SLIMbus

The Serial Low-power Inter-chip Media Bus (SLIMbus) is a standard interface between baseband or application processors and peripheral components in mobile terminals. It was developed within the MIPI Alliance, founded by ARM, Nokia, STMicroelectronics and Texas Instruments.[1] The interface supports many digital audio components simultaneously, and carries multiple digital audio data streams at differing sample rates and bit widths.

SLIMbus is implemented as a synchronous 2-wire, configurable Time Division Multiplexed (TDM) frame structure. It has supporting bus arbitration mechanisms and message structures which permit re-configuring the bus operational characteristics to system application needs at runtime. Physically, the data line (DATA) and the clock line (CLK) interconnect multiple SLIMbus components in a multi-drop bus topology. SLIMbus devices may dynamically “drop off” the bus and “reconnect” to the bus as required by using appropriate protocols outlined in the SLIMbus specification. When used in a mobile terminal or portable product, SLIMbus may replace legacy digital audio interfaces such as PCM, I2S,[2] and SSI (Synchronous Serial Interface for digital audio), as well as some instances of many digital control buses such as I2C,[3] SPI, microWire,[4] UART, or GPIO pins on the digital audio components.

  1. ^ Merritt, Rick (13 February 2006). "Mobile chip interface gets real". EETimes. Retrieved 17 January 2013.
  2. ^ "I2S bus specification" (PDF). Philips Semiconductors. Retrieved 17 January 2013.
  3. ^ "The I2C-Bus Specification" (PDF). Philips Semiconductors. January 2000. Retrieved 17 January 2013.
  4. ^ "AN-452 MICROWIRE Serial Interface" (PDF). Texas Instruments. Retrieved 17 January 2013.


» **PROMPT**
Your task is to transcribe, word for word, the line containing "Identify the location" and all lines that follow it to the end of the entries. Leave out the pictures.

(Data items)
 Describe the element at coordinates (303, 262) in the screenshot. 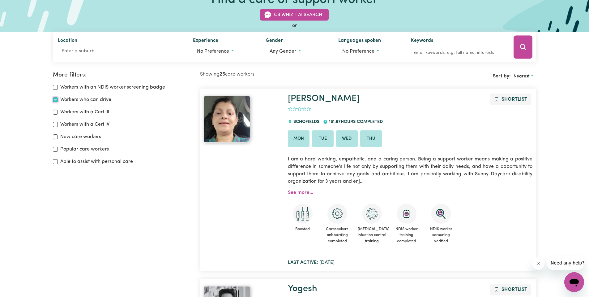

I see `b: Last active:` at that location.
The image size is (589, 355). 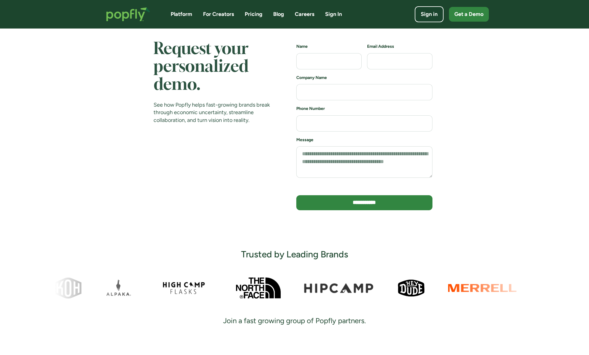 I want to click on h6: Name, so click(x=329, y=47).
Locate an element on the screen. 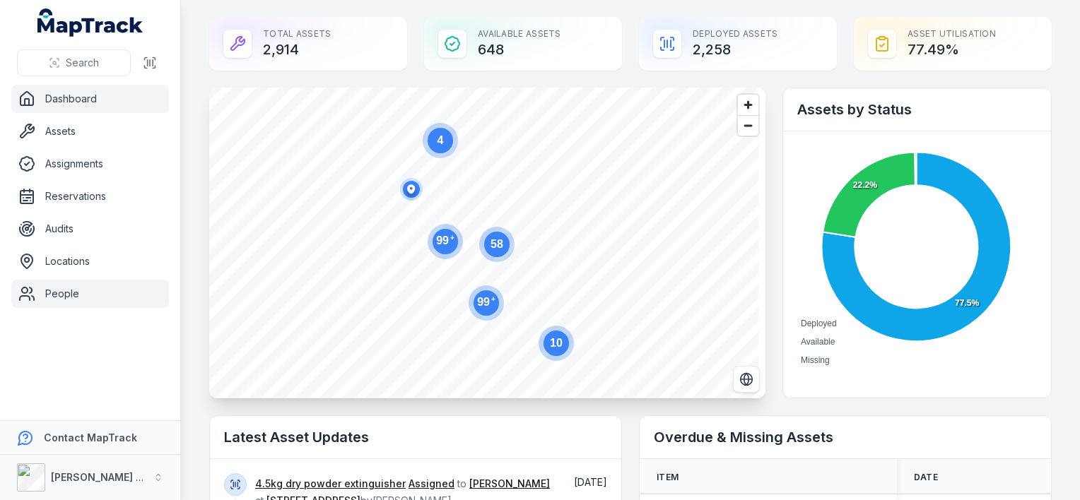 The height and width of the screenshot is (500, 1080). text: 10 is located at coordinates (556, 343).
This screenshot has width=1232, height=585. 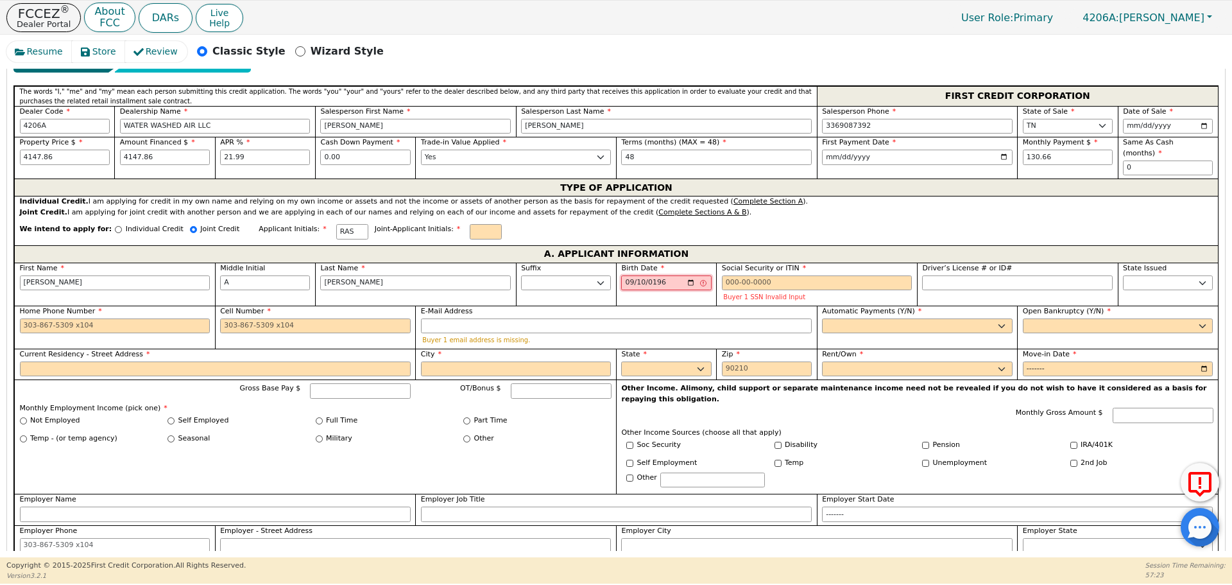 What do you see at coordinates (817, 283) in the screenshot?
I see `input: 000-00-0000` at bounding box center [817, 283].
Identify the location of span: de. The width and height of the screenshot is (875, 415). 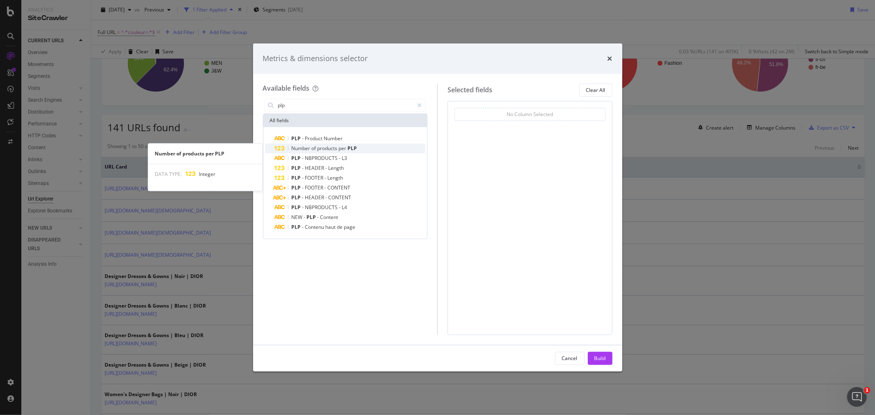
(341, 227).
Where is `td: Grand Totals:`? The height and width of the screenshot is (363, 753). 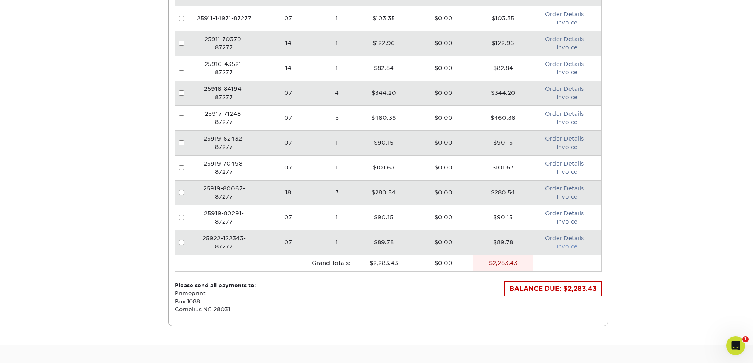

» **RESPONSE AREA**
Identify the location of span: de. The width and height of the screenshot is (875, 415). 
(341, 227).
Where is `td: Grand Totals:`? The height and width of the screenshot is (363, 753). 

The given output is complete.